Oosto announced the latest release of its Vision AI software platform, which is said to include significant video analytics enhancements for video surveillance hardware and access control systems.
The version release is accompanied by the introduction of Oosto’s proprietary edge device, the new OnPoint touchless reader tablet. This output allows security teams to further reduce organizational risks associated with outdated physical security systems, better manage controlled access, as well as identify safety threats, according to the announcement.
Oosto said it is harnessing the power of edge computing, facial recognition and Vision AI to bring physical security into the modern age. Edge computing in smart video surveillance offers many advantages including improved response times, a smaller physical footprint (because fewer servers are required for video processing), improved scalability, and even built-in failover so that if a network failure occurs, edge devices continue operating without pause.
With Oosto’s latest edge enhancement, the Vision AI platform offers a “no-compromise” solution that de-risks video analytics at the edge while maintaining high performance and accuracy. Oosto leverages state-of-the-art Kubernetes technologies to protect its algorithms by containerizing the application (vs. running the neural networks directly on edge devices).
Performance-wise, Oosto’s neural networks have been optimized to support low-power edge devices while still offering superior performance and recognition accuracy. Based on internal benchmarks, Oosto’s algorithms are now seven times more efficient in terms of watts-per-video stream than the company’s next nearest rival.
“It was only a matter of time before real-time video surveillance and access control systems would harness the power of the edge,” said Dieter Joecker, CTO, Oosto. “With our recent enhancements to our Vision AI platform, Oosto is transferring compute workloads from expensive on-premise servers to the edge but, perhaps more significantly, we’re doing this without sacrificing recognition accuracy, security and performance in real-world scenarios or expanding the physical footprint of the system.”
Many organizations are increasingly moving critical processes from central servers to a variety of edge devices and its adoption is growing across industries, use cases and geographies. In fact, the global edge computing market is expected to grow to $155.9 billion by 2030, a compound annual growth rate of 38.9% (source: Research and Markets, September 2022). This shift enables edge devices such as smart cameras, gates and access control systems with local decision-making to open gates for authorized employees or send real-time alerts to security teams when a person-of-interest enters a commercial space.
In the announcement, Oosto listed the following key enhancements to its version 2.6 release:
Optimized Neural Networks: Oosto’s neural networks have been optimized to operate on a wide variety of edge and near-edge devices. Historically, video images required compute-intensive GPU servers. Today, Oosto’s neural networks for watchlist alerting can support very large datasets (which are often required for smart cities and other related use cases) and enable image-rich watchlists to be automatically pushed to mobile personnel in the field.
OnPoint Reader: The new Oosto OnPoint reader is an edge device that can function autonomously and can grant/deny access to employees and visitors even during a network failure. OnPoint readers leverage facial biometrics and edge computing to quickly and accurately recognize authorized personnel, even with obscured faces. The OnPoint touchless reader eliminates surface contact and incorporates 3D liveness detection to prevent spoofing (where a visitor uses a picture or video of an authorized employee to circumvent security).
Near-Edge Processing: Oosto is launching an updated near-edge device (e.g., NVIDIA Jetson) that operates on a much smaller physical footprint and is equipped with Oosto’s state-of-the-art neural network models for video analytics. While the latest version of the Vision AI platform still requires a central server, it can now interoperate with a number of leading GPU-less mini-servers.
Smart Camera Integration: Oosto is pioneering the concept of “camera as a sensor” by embedding our state-of-the-art neural networks (SDK) into the latest AI-enabled CCTV cameras. Because the image processing and face vectoring happens on the camera, these smart cameras reduce the need for computing requirements on the server side and enable powerful capabilities such as watchlist alerting, frictionless access control, tailgating detection/prevention, and other video analytics capabilities.
Genetec VMS Integration: Oosto’s latest release also provides Genetec VMS customers with a single pane of glass to view real-time alerts of security threats (i.e., individuals spotted on a company’s watchlist) by accurately identifying persons of interest in real-time, even under adverse conditions (e.g., acute camera angles, people in crowds, less-than-optimal lighting conditions). Oosto’s integration enables surveillance operators with a complete history of all POI detections (video playbacks) within Genetec Omnicast™ VMS to facilitate and expedite investigations.
By leveraging edge and near-edge technologies, Oosto is helping to revolutionize, modernize and de-risk physical security while dramatically lowering the total cost of ownership for video surveillance and access control systems.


### Task prompt
Transcribe the line holding "Describe the element at coordinates (783, 123)" together with every line after it, through the end of the records, exactly and with no pictures.

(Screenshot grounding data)
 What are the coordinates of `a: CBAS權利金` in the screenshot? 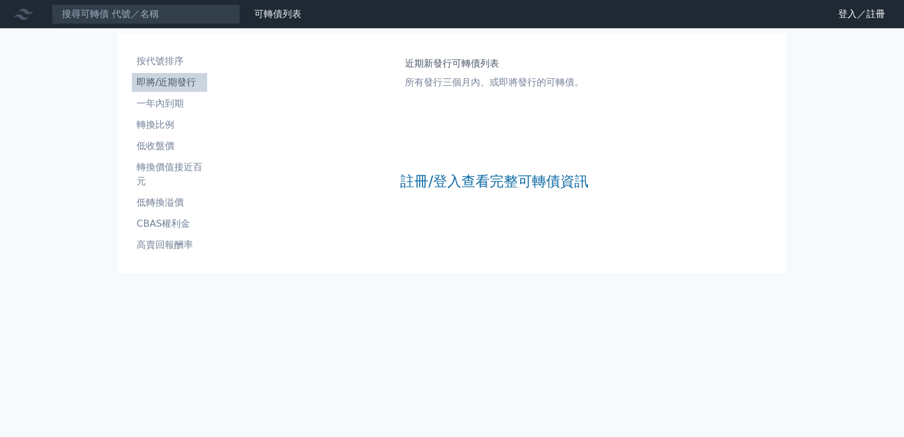 It's located at (169, 224).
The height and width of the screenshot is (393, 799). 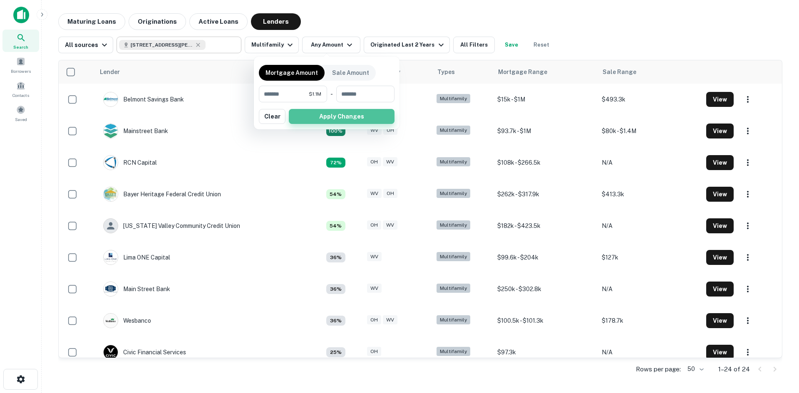 What do you see at coordinates (272, 116) in the screenshot?
I see `button: Clear` at bounding box center [272, 116].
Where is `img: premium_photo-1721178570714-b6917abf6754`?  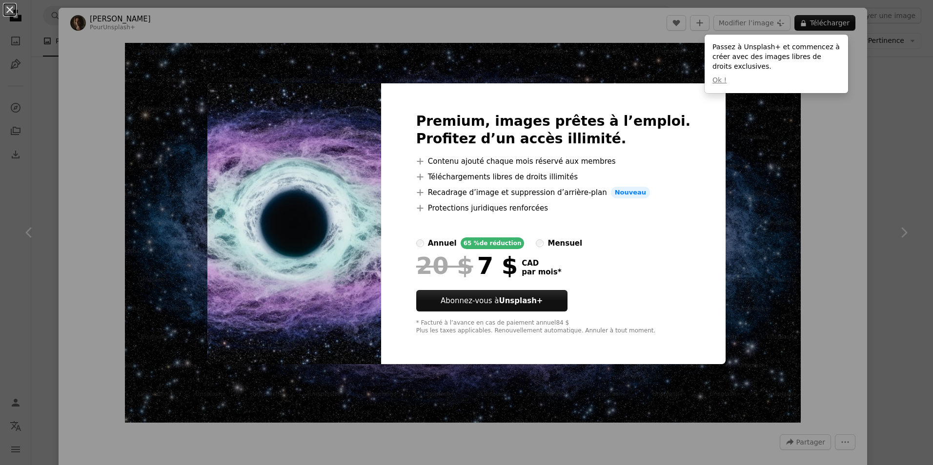 img: premium_photo-1721178570714-b6917abf6754 is located at coordinates (294, 224).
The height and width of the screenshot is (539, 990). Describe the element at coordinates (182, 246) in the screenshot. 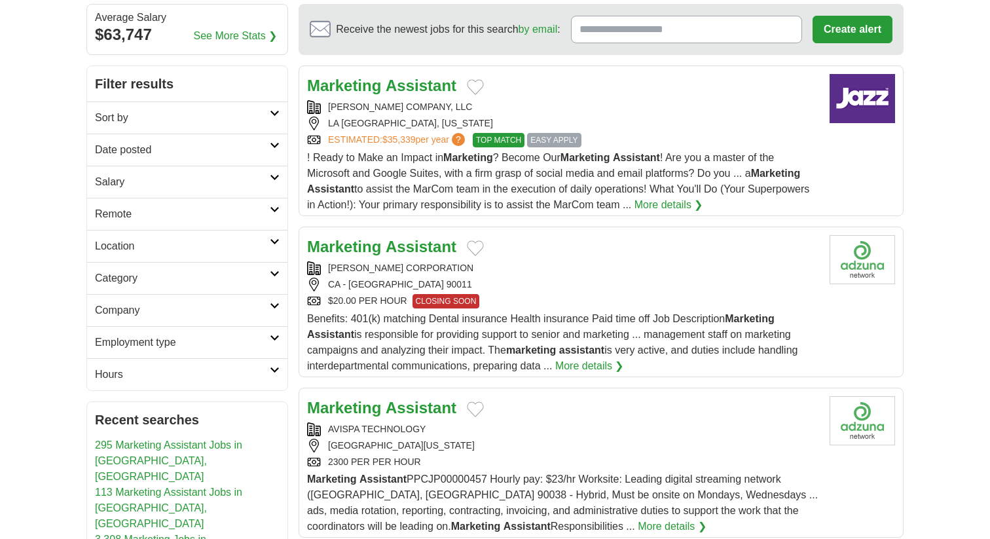

I see `h2: Location` at that location.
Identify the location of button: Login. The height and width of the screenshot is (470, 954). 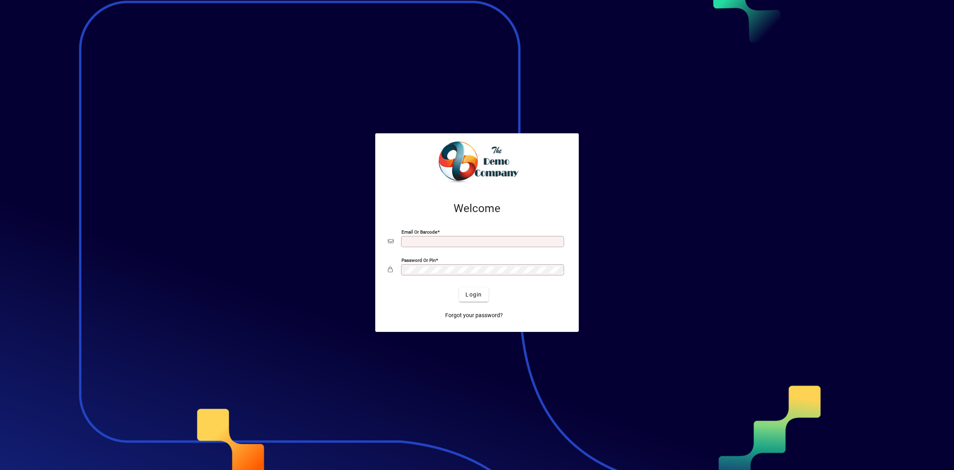
(474, 294).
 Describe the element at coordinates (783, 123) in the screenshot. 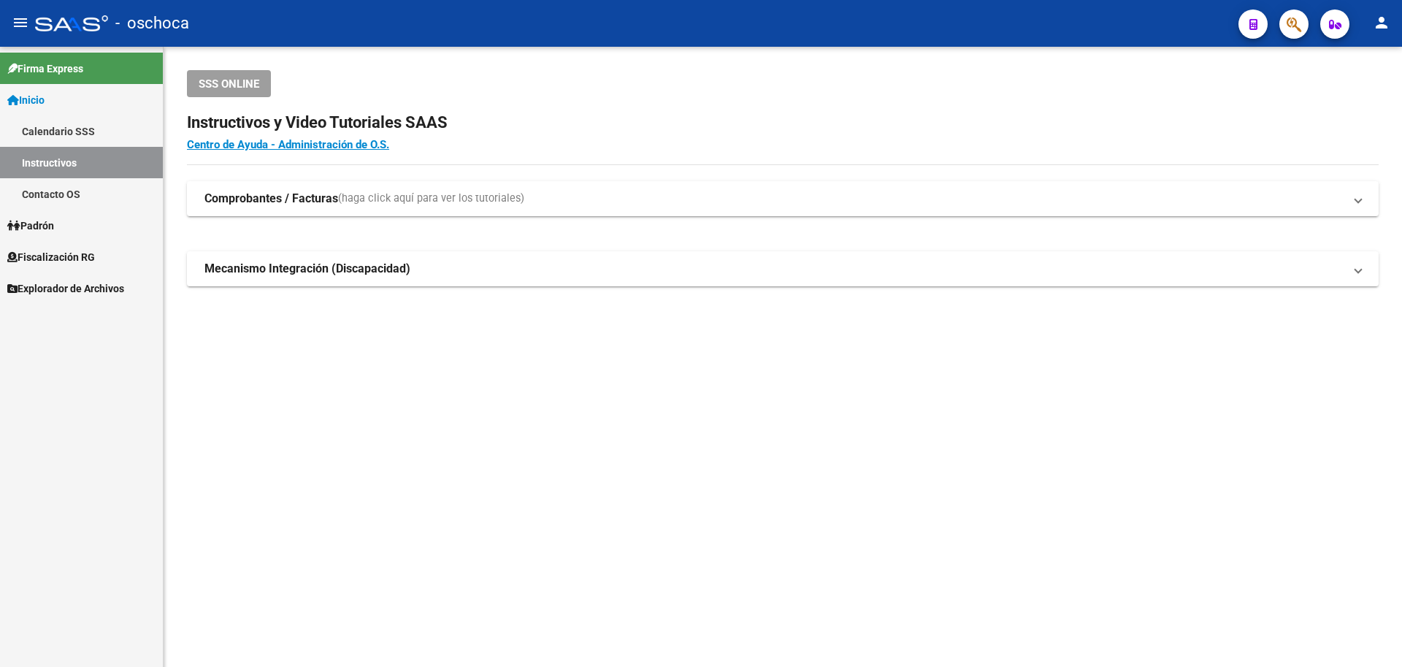

I see `h2: Instructivos y Video Tutoriales SAAS` at that location.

### Output of the task
 Describe the element at coordinates (783, 123) in the screenshot. 

I see `h2: Instructivos y Video Tutoriales SAAS` at that location.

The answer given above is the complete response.